Inside · Decorative Wall Finishes

A feature wall with depth no flat paint can fake.

Polished trowel finishes, breathable clay and lime renders, or a layered antique look — built up by hand on the wall and tinted to your colour. Here is the system we specify for interior decorative feature walls.

  • Feature walls
  • Living areas
  • Trowel finishes
  • Clay & lime
A tinted trowelled decorative feature wall with a soft metallic-shimmer finish in a daylit Indian living room — finished with LEINOS Effect Spatula.

The recommended system.

Choose the look — a trowel finish, a clay or lime render — then prime it for its own chemistry and tint it with 668. A layered vintage route runs alongside.

For an interior decorative feature wall, this is the system we specify: pick the look, prime it for its chemistry, and tint it with Pigment Concentrate 668. The layered vintage route is a self-contained alternative.

01Choose your decorative look

Each look is its own finish and its own chemistry. Pick one — the prep, primer and tinting follow from it.

How are these looks coloured? Pigment Concentrate 668 is the high-strength tinting partner for every look here — a small addition colours the finish from within. It is an additive only, never a standalone coat. Pearlescent 668 is reserved for Glaze Binder 646 and must not go into 630 or 632; on lime (667) use only lime-fast pigments, up to 20%.

668Pigment Concentrate
02Prepare & prime · by chemistry

The primer is decided by the family you chose, not by preference — the two chemistries are not interchangeable. Match your look to its branch below.

Trowel & clay looks

Smooth the wall, then the dispersion-side primer.

Lime render

The mineral-side primer for the lime branch.

03Care · the trowel looks

For the trowel finishes only: an optional protective wall wax. (Clay 655 and lime 667 have no named wall finish — they are left as they are; Wall Wax 350 is not used on lime or clay.)

04Prefer a layered vintage look?

A different intent: instead of a polished trowel or a flat render, build a cracked, multi-tone antique relief. The Vintage Wall technique is its own closed chain — including its own finish — so it does not use the primers, tinting routes or wax above.

makes three different decorative chemistries — breathable trowel finishes, mineral clay and lime renders, and a layered Vintage technique — and we do not pretend one primer or one wax serves them all. The trowel looks prime on the dispersion side (620) and can take Wall Wax 350; the lime render primes on the mineral side (622) and the clay and lime finishes are left as they are, with no separate wall finish. Pick the look, and the build follows.

Why it’s demanding

What a decorative wall really asks for

  • Depth, not colour

    Depth, not colour

    The look is layered on the wall — thin trowelled passes, textured render or a cracked relief. The material has to hold the technique, not just a tint.

  • Walls that breathe

    Walls that breathe

    Trowel, clay and lime finishes stay vapour-permeable — the wall keeps releasing the moisture a humid climate drives into it instead of trapping it.

  • Chemistry that fits

    Chemistry that fits

    Trowel and clay looks prime one way, lime renders another — the families do not mix. The wrong primer leaves the finish with nothing sound to grip.

Colour you build into the wall, not onto it.

Flat paint puts one tone on a flat surface. A decorative finish is built up in layers — trowelled, textured or cracked by hand and tinted from within with Pigment Concentrate 668 — so the wall holds depth and movement that a single coat of colour can never reach.

Got Questions?

Questions about decorative wall finishes

Quick answers on formulation, application and Indian-climate suitability. Pulled from our full FAQ and TDS library.

It depends on the look and the room. Effect Spatula 632 gives a polished trowel finish with a metallic shimmer; Scumble Filler 630 gives a classic Venetian-style polished plaster; Clay Paint 655 is a soft matte, humidity-regulating clay surface; and Lime Brush Rendering 667 is a textured lime render that resists mould and suits humid rooms. The layered Vintage Wall look (660 → 631 → 635) is a separate antique technique.

Ready to design your wall?

Open a product to download its TDS, or talk to a LEINOS specialist about your wall, your substrate and the look you want before you order.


ACTION ITEM >> Across the following data, how many lines include the string "Much"? Reply with the number and nothing more.

*** THE RECORDS Section Begins ***

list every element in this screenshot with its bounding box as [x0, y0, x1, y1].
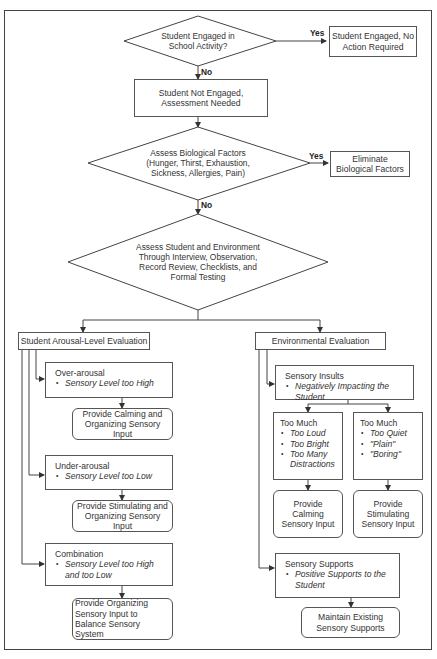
node-environmental-evaluation: Environmental Evaluation	[255, 332, 386, 350]
node-combination-title: Combination	[55, 549, 166, 559]
biological-question-text: Assess Biological Factors (Hunger, Thirs…	[140, 143, 256, 183]
bullet-item: "Boring"	[370, 449, 416, 459]
node-not-engaged-text: Student Not Engaged, Assessment Needed	[151, 88, 251, 109]
node-stimulating-sensory-text: Provide Stimulating Sensory Input	[357, 499, 419, 530]
node-over-arousal-title: Over-arousal	[55, 368, 166, 378]
node-calming-sensory: Provide Calming Sensory Input	[273, 490, 343, 538]
bullet-item: "Plain"	[370, 439, 416, 449]
bullet-item: Sensory Level too High	[65, 378, 166, 388]
node-too-much-low: Too Much Too Quiet "Plain" "Boring"	[353, 412, 423, 480]
bullet-item: Too Quiet	[370, 428, 416, 438]
bullet-item: Sensory Level too Low	[65, 471, 166, 481]
node-calming-organizing: Provide Calming and Organizing Sensory I…	[72, 408, 173, 440]
edge-label-yes: Yes	[310, 28, 324, 38]
node-eliminate-biological: Eliminate Biological Factors	[330, 151, 410, 177]
node-too-much-low-title: Too Much	[360, 418, 416, 428]
assess-question-text: Assess Student and Environment Through I…	[128, 240, 268, 284]
edge-label-yes: Yes	[309, 151, 323, 161]
node-combination: Combination Sensory Level too High and t…	[45, 543, 173, 586]
node-too-much-high-title: Too Much	[280, 418, 336, 428]
bullet-item: Too Bright	[290, 439, 336, 449]
bullet-item: Sensory Level too High and too Low	[65, 559, 155, 580]
node-sensory-supports: Sensory Supports Positive Supports to th…	[275, 553, 400, 598]
node-sensory-insults-title: Sensory Insults	[285, 371, 407, 381]
node-not-engaged: Student Not Engaged, Assessment Needed	[134, 79, 268, 117]
edge-label-no: No	[201, 200, 212, 210]
bullet-item: Too Many Distractions	[290, 449, 336, 470]
node-sensory-insults: Sensory Insults Negatively Impacting the…	[275, 365, 414, 400]
node-sensory-supports-title: Sensory Supports	[285, 559, 393, 569]
edge-label-no: No	[201, 67, 212, 77]
node-stimulating-organizing-text: Provide Stimulating and Organizing Senso…	[77, 501, 169, 532]
bullet-item: Positive Supports to the Student	[295, 569, 393, 590]
node-stimulating-sensory: Provide Stimulating Sensory Input	[353, 490, 423, 538]
node-balance-sensory: Provide Organizing Sensory Input to Bala…	[72, 598, 173, 640]
node-stimulating-organizing: Provide Stimulating and Organizing Senso…	[72, 500, 173, 532]
node-maintain-supports: Maintain Existing Sensory Supports	[301, 607, 400, 638]
node-balance-sensory-text: Provide Organizing Sensory Input to Bala…	[75, 598, 170, 639]
flowchart-canvas: Student Engaged in School Activity? Asse…	[0, 0, 437, 659]
engaged-question-text: Student Engaged in School Activity?	[148, 28, 248, 54]
node-under-arousal: Under-arousal Sensory Level too Low	[45, 455, 173, 490]
node-too-much-high: Too Much Too Loud Too Bright Too Many Di…	[273, 412, 343, 480]
node-under-arousal-title: Under-arousal	[55, 461, 166, 471]
bullet-item: Negatively Impacting the Student	[295, 381, 407, 402]
node-over-arousal: Over-arousal Sensory Level too High	[45, 362, 173, 398]
node-maintain-supports-text: Maintain Existing Sensory Supports	[311, 612, 391, 633]
node-calming-sensory-text: Provide Calming Sensory Input	[277, 499, 339, 530]
node-calming-organizing-text: Provide Calming and Organizing Sensory I…	[77, 409, 169, 440]
node-engaged-no-action: Student Engaged, No Action Required	[329, 26, 417, 57]
node-eliminate-biological-text: Eliminate Biological Factors	[335, 154, 405, 175]
node-arousal-evaluation: Student Arousal-Level Evaluation	[18, 332, 150, 350]
bullet-item: Too Loud	[290, 428, 336, 438]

*** THE RECORDS Section Ends ***

OUTPUT FOR THIS TASK >> 4